AI vs. Marketing Professionals
As a marketer I am always asked whether AI has taken my job yet. The answer is “not yet”, but often includes rather too much inarticulate waffle in response (a bit like a word cloud based on marketing cliches and including phrases like ‘marketing tool’). The fact is, I’ve been a bit less worried than a lot of my peers, for two reasons:
- Firstly, it’s not AI, it’s a Large Language Model (LLM) which is not the same thing. It’s just a chatbot that mimics language, conversation and copy based on an algorithm.
- Secondly, it’s not even close to being good enough and it really, really needs humans to be of any use at all.
After such bold statements, let me explain my thinking a little…
It’s not really AI
ChatGPT is sold as AI, but it isn’t actually the type of AI that keeps us up at night; it is Artificial Narrow Intelligence, or ANI, which you can read more about here.
It calculates how to respond to sequences of words, or prompts, and is very task-specific. It’s a language processor. In practice, it looks like it’s taking words in, thinking about it and coming up with an answer. However, it’s essentially just an algorithm with several layers and it’s only as good as the prompts it receives and the content it is able to draw from. It’s very limited and certainly more limited than even a very junior marketer.

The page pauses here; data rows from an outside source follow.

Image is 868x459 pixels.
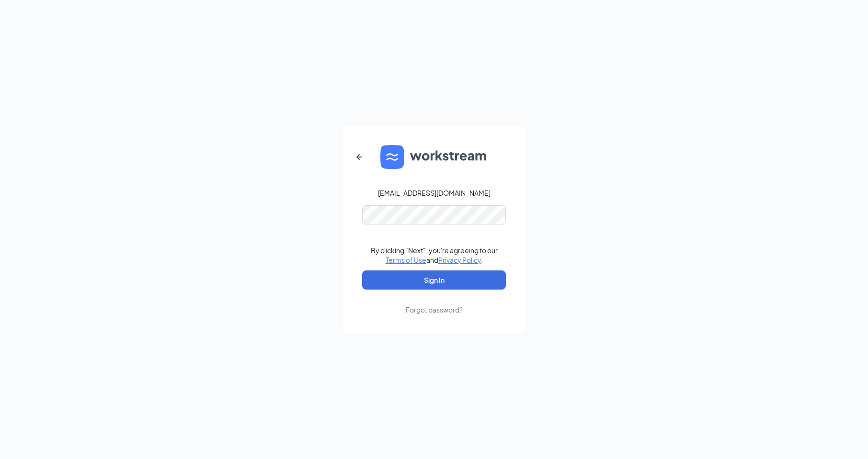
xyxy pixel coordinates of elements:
[348,145,371,169] button: ArrowLeftNew
[371,245,498,265] div: By clicking "Next", you're agreeing to our and .
[386,255,426,265] a: Terms of Use
[406,305,463,315] div: Forgot password?
[406,290,463,315] a: Forgot password?
[439,255,481,265] a: Privacy Policy
[353,151,365,163] svg: ArrowLeftNew
[380,145,488,169] img: WS logo and Workstream text
[378,188,490,198] div: [EMAIL_ADDRESS][DOMAIN_NAME]
[363,270,506,290] button: Sign In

At this point I am sure I don’t need to compare the limitations of A(N)I to the mass of skills that a good marketer can wield, let alone start on the difference between stringing words together and actual communication. I did want to just quickly point it out though, so you have this in mind as you read on.

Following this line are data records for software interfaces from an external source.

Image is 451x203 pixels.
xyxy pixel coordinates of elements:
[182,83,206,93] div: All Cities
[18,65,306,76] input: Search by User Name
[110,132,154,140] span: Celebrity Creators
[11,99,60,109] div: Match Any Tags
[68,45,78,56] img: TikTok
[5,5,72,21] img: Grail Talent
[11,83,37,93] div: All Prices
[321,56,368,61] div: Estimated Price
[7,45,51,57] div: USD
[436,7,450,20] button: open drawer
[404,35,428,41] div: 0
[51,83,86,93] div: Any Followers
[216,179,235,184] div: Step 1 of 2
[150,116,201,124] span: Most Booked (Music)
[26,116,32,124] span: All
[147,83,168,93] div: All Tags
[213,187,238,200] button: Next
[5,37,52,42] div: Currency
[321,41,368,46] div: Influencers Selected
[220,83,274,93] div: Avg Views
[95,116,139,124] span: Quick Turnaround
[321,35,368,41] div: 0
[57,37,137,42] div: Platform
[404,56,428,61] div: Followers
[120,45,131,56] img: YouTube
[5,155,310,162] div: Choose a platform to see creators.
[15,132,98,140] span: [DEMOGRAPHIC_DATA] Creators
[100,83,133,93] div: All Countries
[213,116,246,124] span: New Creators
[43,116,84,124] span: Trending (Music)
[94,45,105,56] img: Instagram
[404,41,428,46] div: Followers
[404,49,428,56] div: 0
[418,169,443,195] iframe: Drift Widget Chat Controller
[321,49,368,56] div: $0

AI is nowhere near good enough to replace marketing expertise
It really isn’t. I can’t emphasis this enough. It’s fair to say that it currently has it’s uses, including the creation of filler content (it can churn out copy for 20 social media posts in a matter of seconds), it supports marketing teams in idea generation, and it can pump out a bog-standard meeting agenda in two blinks of an eye. I can’t deny that stuff is helpful and does save time. Plus, who knows where LLMs will end up – perhaps there is a basic admin role for them? Or perhaps more, depending on how good they get. Yet, that’s the sticking point for me – how good can these LLMs really be if they are simply an algorithm, focused on tasks and using some corners of the internet (without access to the really good bits that are all subject to copywrite and behind secure paywalls) to generate a sequence of words that lack these majorly important elements:
- Context;
- The ability to understand the facts and respond meaningfully;
- Emotional intelligence; and
- Insight and experience.
If we employed team members without these attributes, they wouldn’t last long. So, why is there suddenly a drive to use AI instead of human beings with experience who exhibit some, if not all, of the above.
Any company that thinks it can rely on LLMs to replace the expertise of a real-life human being with communications and marketing experience has a profound misunderstanding of what great marketing is.

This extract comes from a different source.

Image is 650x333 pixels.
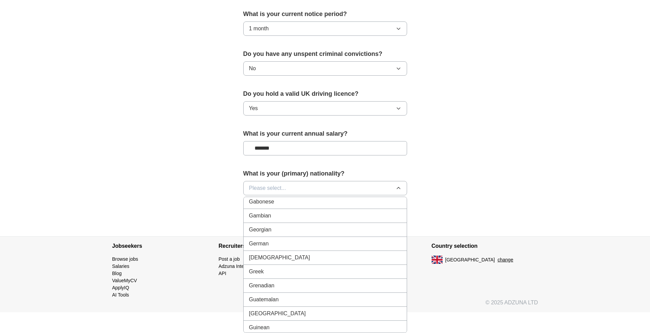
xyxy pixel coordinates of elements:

I say marketing to incorporate the many facets of it, from communications, PR, brand management, campaign management, and so on. Which brings me to point number three…
AI is the chaff and humans are the Wheat
Having had ten years’ experience working in PR and Communications’, and nearly 20 years in Sales and Marketing roles, I know what works: what makes something interesting. It’s not about a company (metaphorically) screaming out it’s defined messages to a busy market place with as much content as it can muster, it’s so much more nuanced and targeted than that.
It’s about knowing your audiences (all of them), getting intimate with a brand and what it means for organisations and their customers, and then understanding what is needed across the breadth of content creation – from award submissions, social media posts and press activity, to name a very few. The creativity, empathy and commitment to continuous development that we marketers have means we strive, always, for killer content, not just filler content – and yes, REALLY, LLMs don’t do that.
LLMs don’t create cut-through in a busy market. Instead, they generate reams of content ready to squeeze into the meaningless mele of noise we find online already. It’s like pouring water into sand… it makes it all so much denser and heavier and you can’t really tell it’s there.
Content created by these LLMs or chatbots, like ChatGPT, just doesn’t land with human beings in the same way that well-constructed messages and genuinely compelling narratives do. The content it churns out is authentically disingenuous and weak because it’s simply put together using a calculation that predicts the next likely word based on inputs and prompts. That’s just not how human beings communicate.
Perhaps there is a small admin role for LLMs in every team, but they can’t be trusted on their own and they have a growing catalogue of quite tremendously bad errors when left to do their own work.
It’s not even really a marketing tool, but an administrative support tool for every team. It is also very safe to say that, at this stage, those companies that stay human will certainly triumph.